Request for community comments: Better Kotlin support
See original GitHub issueWith an awesome I/O17 being over, one of the big announcements were official support for Kotlin.
Realm is already fully interoperable with Kotlin and we have a Kotlin example here and here that demonstrates how it works.
But we want to make that support even better and In order to do that, we are looking for feedback on what you would most like to see changed so Realm works even better with Kotlin
We have a few ideas ourselves:
-
(DONE): Add extension functions for all classes with methods that currently accept
Class<? extends RealmModel>
soKClass
can be used directly, e.g.realm.where(Person::class)
instead ofrealm.where(Person::class.java)
. -
(DONE) Detect nullability automatically in model classes. Right now you are required to use the Realm
@Required
annotation, but we can add support for JetBrains@NotNull
as well which is how the Kotlin bytecode indicate not-null values. Examplevar name : String
instead of of@Required var name : String
-
(DONE) Annotate our public API with JSR305 annotations in a similar way to Okio/OKHttp. This means that Realm will expose correctly the nullability of return values and input paramaters.
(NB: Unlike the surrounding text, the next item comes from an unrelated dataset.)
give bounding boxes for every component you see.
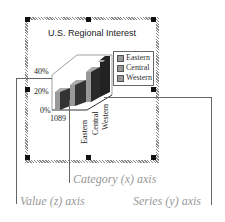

For example:
val result : RealmResults<Person> = realm.where(Person::class).findAll()
instead ofval results : RealmResults<Person>? = realm.where(Person::class).findAll()
. Also being tracked here: https://github.com/realm/realm-java/issues/4643
But we are very interested what problems you are running into when using Realm from Kotlin.
Issue Analytics
- State:
- Created 6 years ago
- Reactions:7
- Comments:26 (17 by maintainers)
Another Kotlin fun fact:
Long::class.java
actually returns a Class reference tolong
notLong
, this is really easy mistaken when writing migrations:Even better would be supporting the KClass equivalents directly:
🎊 Kotlin!!! 🎊
When you say problems you are having with Realm using Kotlin, I do not have many problems. realm-java works really well with Kotlin at the moment. I have a few apps that are 100% Kotlin and Realm code bases. Works great.
My vote for priority is your list item #2. Here is an example of a Realm model I create in a Kotlin app using Kotlin nullability data type in them for optional fields:
So not needing annotations and instead using the data types of my Kotlin properties would be awesome.